Winemaking has gotten complicated with all the techniques and equipment flying around. As someone with extensive winemaking experience, I learned everything there is to know about crafting wine. Today, I will share it all with you.
Caymus Changed How I Think About California Cabernet
The first time I tried Caymus was at a steakhouse in Chicago. Someone else was paying, which is the only reason I agreed to a 20 dollar pour of something I had never heard of. Two sips in, I understood why people spend real money on Napa Cabernet.

Rich, velvety, just slightly sweet from ripe fruit – it was everything I wanted wine to be but had not found yet. That was maybe 15 years ago, and I have been buying Caymus regularly since. Not every night wine, but always one in the cellar for when I want something that delivers.
The Wagner Family Story
Chuck Wagner and his parents started Caymus in 1972, back when Napa was still mostly prune orchards. The family had been farming in Rutherford for generations before deciding to plant wine grapes. Chuck has been making the wine himself since the beginning, which is rare – most famous wineries bring in outside talent at some point.
Rutherford is prime Cabernet territory in Napa. The benchland soils and warm days produce grapes with this specific dusty, earthy quality that winemakers call Rutherford dust. Once you taste it in a wine, you start recognizing it everywhere.
The Winemaking Style
Caymus is unabashedly Californian. Big, ripe, fruit-forward, with enough oak to add structure without dominating. Some wine critics knock it for being too much, too obvious. I get that perspective but respectfully disagree.
The extended maceration they use – keeping the wine in contact with grape skins longer than usual – gives these wines their density and color. They are deep purple-black and almost chewy in the mouth. Not subtle, but not trying to be.
Chuck Wagner has said he makes wine that he wants to drink, not wine designed to score points with critics. You can taste that independence in the bottle.
What to Expect from the Standard Bottling
The Caymus Napa Valley Cabernet runs about 80 to 100 dollars now, which is expensive but not insane for Napa. Dark fruit dominates – black cherries, plums, cassis. Chocolate and vanilla from the oak. Smooth tannins that never scratch.
These wines drink well young, which is part of their appeal. You do not need to cellar them for a decade before they become approachable. Open one tonight with a ribeye and you will have a great evening.
That said, they can age. I have tried bottles from 10-plus years back and they develop this interesting dried fruit and leather character. Different than young Caymus but equally enjoyable.
The Special Selection
The Special Selection bottling is the top tier – made only in exceptional years from the best vineyard blocks. It costs about twice what the standard costs and is noticeably more concentrated and complex.
Is it worth double the price? Depends on the occasion. For a birthday or anniversary, absolutely. For Tuesday dinner, the regular Caymus is plenty good.
Food Pairings That Work
Caymus is steak wine. Grilled ribeye is the classic match, and there is a reason that pairing became famous. The rich fat of the meat tames the wine tannins, and the wine char and fruit complement the char and beef flavors.
Roast lamb works beautifully. So does short rib or beef bourguignon or anything else substantial and meaty. I would not waste this wine on chicken or fish – it would overwhelm them.
Aged hard cheeses hold up well too. A hunk of aged gouda or manchego with some dark chocolate makes a great after-dinner combination with Caymus.
The Caymus Empire
The Wagner family has expanded beyond the original estate. Conundrum is their white wine brand – an interesting blend that changes from year to year. Mer Soleil makes excellent Chardonnay. Emmolo focuses on Sauvignon Blanc and Merlot.
All of these share a similar philosophy: approachable wines with obvious fruit and solid craftsmanship. Nothing too challenging or intellectual. Just well-made bottles that deliver pleasure.
Criticisms and My Response
Wine snobs sometimes dismiss Caymus as too commercial or too crowd-pleasing. And yeah, it is not trying to be some brooding, intellectual wine that takes 20 years to understand. It is trying to taste good right now, with food, for people who want to enjoy their dinner.
I have no problem with that. Not every wine needs to be a puzzle. Sometimes you want something reliable and satisfying, and Caymus delivers that consistently year after year.
Bottom Line
If you have never tried Caymus and you like California Cabernet, you should. It represents a specific style – rich, ripe, generous – that defines what Napa can do at its best. Whether you love it or find it too much will tell you something about your own palate.
For me, a bottle of Caymus is a treat that never disappoints. That is worth something in a world full of mediocre wine pretending to be special.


Problem to work on
Exact copies of all the lines below are needed, without the pictures.

▬▬▬▬▬▬

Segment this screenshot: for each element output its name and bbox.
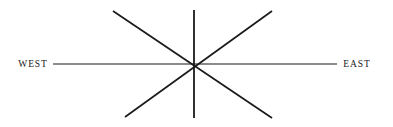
west-axis-label: WEST — [18, 60, 47, 70]
compass-rose-lines — [0, 0, 393, 127]
compass-diagram-figure: WEST EAST — [0, 0, 393, 127]
east-axis-label: EAST — [343, 60, 370, 70]
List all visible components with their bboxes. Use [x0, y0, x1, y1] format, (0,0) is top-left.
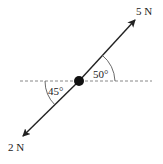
force-diagram: 5 N 2 N 50° 45°: [0, 0, 163, 164]
force-2n-label: 2 N: [8, 141, 24, 153]
force-5n-label: 5 N: [136, 5, 152, 17]
angle-45-label: 45°: [48, 85, 63, 97]
angle-50-label: 50°: [93, 68, 108, 80]
object-dot: [74, 76, 84, 86]
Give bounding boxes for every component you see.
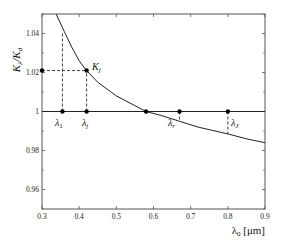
ylabel-sub-d: d: [16, 47, 24, 51]
x-tick-label: 0.6: [149, 212, 159, 221]
data-point: [144, 109, 148, 113]
dashed-guides: [42, 32, 228, 134]
y-axis-label: Kλ/Kd: [10, 47, 24, 73]
xlabel-unit: [μm]: [240, 224, 265, 236]
annotation-lambda-J: λJ: [230, 117, 239, 130]
annotation-kj: Kj: [91, 61, 101, 74]
x-tick-label: 0.7: [186, 212, 196, 221]
annotation-lambda-j: λj: [81, 117, 88, 130]
data-point: [226, 109, 230, 113]
data-point: [177, 109, 181, 113]
chart: 0.30.40.50.60.70.80.90.960.9811.021.04 K…: [0, 0, 281, 245]
x-axis-label: λ0 [μm]: [232, 224, 265, 238]
data-point: [84, 68, 88, 72]
y-tick-label: 0.96: [26, 185, 39, 194]
ylabel-slash: /K: [10, 51, 22, 63]
annotation-lambda-1: λ1: [54, 117, 63, 130]
data-markers: [40, 68, 230, 113]
x-tick-label: 0.3: [37, 212, 47, 221]
x-tick-label: 0.9: [260, 212, 270, 221]
y-tick-label: 1.02: [26, 68, 39, 77]
x-tick-label: 0.5: [112, 212, 122, 221]
x-tick-label: 0.4: [74, 212, 84, 221]
y-tick-label: 0.98: [26, 146, 39, 155]
x-tick-label: 0.8: [223, 212, 233, 221]
y-tick-label: 1: [35, 107, 39, 116]
data-point: [60, 109, 64, 113]
data-point: [84, 109, 88, 113]
data-point: [40, 68, 44, 72]
annotation-lambda-r: λr: [167, 117, 175, 130]
y-tick-label: 1.04: [26, 29, 39, 38]
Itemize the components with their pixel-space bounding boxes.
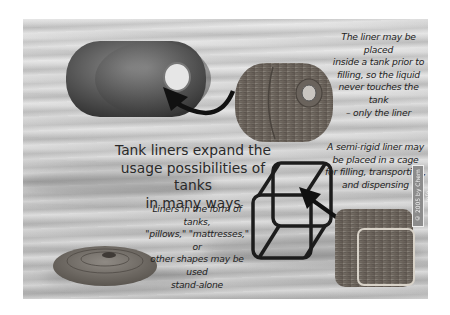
callout-line: A semi-rigid liner may — [323, 141, 428, 154]
title-line: Tank liners expand the — [103, 142, 283, 160]
callout-line: "pillows," "mattresses," or — [141, 228, 253, 253]
illustration-panel: The liner may be placed inside a tank pr… — [23, 19, 428, 299]
cube-liner — [335, 209, 414, 287]
bottle-liner — [235, 63, 333, 142]
callout-line: never touches the tank — [329, 81, 428, 106]
figure-title: Tank liners expand the usage possibiliti… — [103, 142, 283, 212]
callout-line: – only the liner — [329, 107, 428, 120]
cylindrical-tank — [66, 41, 211, 117]
callout-line: Liners in the form of tanks, — [141, 203, 253, 228]
copyright-label: © 2005 by Chem Info — [412, 165, 424, 227]
callout-line: inside a tank prior to — [329, 56, 428, 69]
callout-line: stand-alone — [141, 279, 253, 292]
callout-standalone: Liners in the form of tanks, "pillows," … — [141, 203, 253, 291]
callout-line: other shapes may be used — [141, 253, 253, 278]
callout-line: filling, so the liquid — [329, 69, 428, 82]
callout-line: The liner may be placed — [329, 31, 428, 56]
callout-inside-tank: The liner may be placed inside a tank pr… — [329, 31, 428, 119]
title-line: usage possibilities of tanks — [103, 160, 283, 195]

▬▬▬▬▬▬

Result for this exercise
Segment this screenshot: for each element output its name and bbox.
west-axis-label: WEST — [18, 60, 47, 70]
compass-rose-lines — [0, 0, 393, 127]
compass-diagram-figure: WEST EAST — [0, 0, 393, 127]
east-axis-label: EAST — [343, 60, 370, 70]
List all visible components with their bboxes. Use [x0, y0, x1, y1] format, (0,0) is top-left.
force-diagram: 5 N 2 N 50° 45°: [0, 0, 163, 164]
force-2n-label: 2 N: [8, 141, 24, 153]
force-5n-label: 5 N: [136, 5, 152, 17]
angle-45-label: 45°: [48, 85, 63, 97]
angle-50-label: 50°: [93, 68, 108, 80]
object-dot: [74, 76, 84, 86]
Give bounding boxes for every component you see.
ylabel-sub-d: d: [16, 47, 24, 51]
x-tick-label: 0.6: [149, 212, 159, 221]
data-point: [144, 109, 148, 113]
dashed-guides: [42, 32, 228, 134]
y-axis-label: Kλ/Kd: [10, 47, 24, 73]
xlabel-unit: [μm]: [240, 224, 265, 236]
annotation-lambda-J: λJ: [230, 117, 239, 130]
annotation-kj: Kj: [91, 61, 101, 74]
x-tick-label: 0.7: [186, 212, 196, 221]
annotation-lambda-j: λj: [81, 117, 88, 130]
data-point: [226, 109, 230, 113]
data-point: [177, 109, 181, 113]
chart: 0.30.40.50.60.70.80.90.960.9811.021.04 K…: [0, 0, 281, 245]
x-axis-label: λ0 [μm]: [232, 224, 265, 238]
data-point: [84, 68, 88, 72]
y-tick-label: 0.96: [26, 185, 39, 194]
ylabel-slash: /K: [10, 51, 22, 63]
annotation-lambda-1: λ1: [54, 117, 63, 130]
data-markers: [40, 68, 230, 113]
x-tick-label: 0.3: [37, 212, 47, 221]
x-tick-label: 0.9: [260, 212, 270, 221]
y-tick-label: 1.02: [26, 68, 39, 77]
x-tick-label: 0.5: [112, 212, 122, 221]
x-tick-label: 0.4: [74, 212, 84, 221]
y-tick-label: 0.98: [26, 146, 39, 155]
x-tick-label: 0.8: [223, 212, 233, 221]
y-tick-label: 1: [35, 107, 39, 116]
data-point: [60, 109, 64, 113]
data-point: [84, 109, 88, 113]
data-point: [40, 68, 44, 72]
annotation-lambda-r: λr: [167, 117, 175, 130]
y-tick-label: 1.04: [26, 29, 39, 38]
Itemize the components with their pixel-space bounding boxes.
callout-line: A semi-rigid liner may — [323, 141, 428, 154]
title-line: Tank liners expand the — [103, 142, 283, 160]
callout-line: "pillows," "mattresses," or — [141, 228, 253, 253]
illustration-panel: The liner may be placed inside a tank pr… — [23, 19, 428, 299]
cube-liner — [335, 209, 414, 287]
bottle-liner — [235, 63, 333, 142]
callout-line: never touches the tank — [329, 81, 428, 106]
figure-title: Tank liners expand the usage possibiliti… — [103, 142, 283, 212]
callout-line: – only the liner — [329, 107, 428, 120]
cylindrical-tank — [66, 41, 211, 117]
callout-line: Liners in the form of tanks, — [141, 203, 253, 228]
copyright-label: © 2005 by Chem Info — [412, 165, 424, 227]
callout-line: inside a tank prior to — [329, 56, 428, 69]
callout-line: stand-alone — [141, 279, 253, 292]
callout-standalone: Liners in the form of tanks, "pillows," … — [141, 203, 253, 291]
callout-line: other shapes may be used — [141, 253, 253, 278]
callout-line: filling, so the liquid — [329, 69, 428, 82]
callout-line: The liner may be placed — [329, 31, 428, 56]
callout-inside-tank: The liner may be placed inside a tank pr… — [329, 31, 428, 119]
title-line: usage possibilities of tanks — [103, 160, 283, 195]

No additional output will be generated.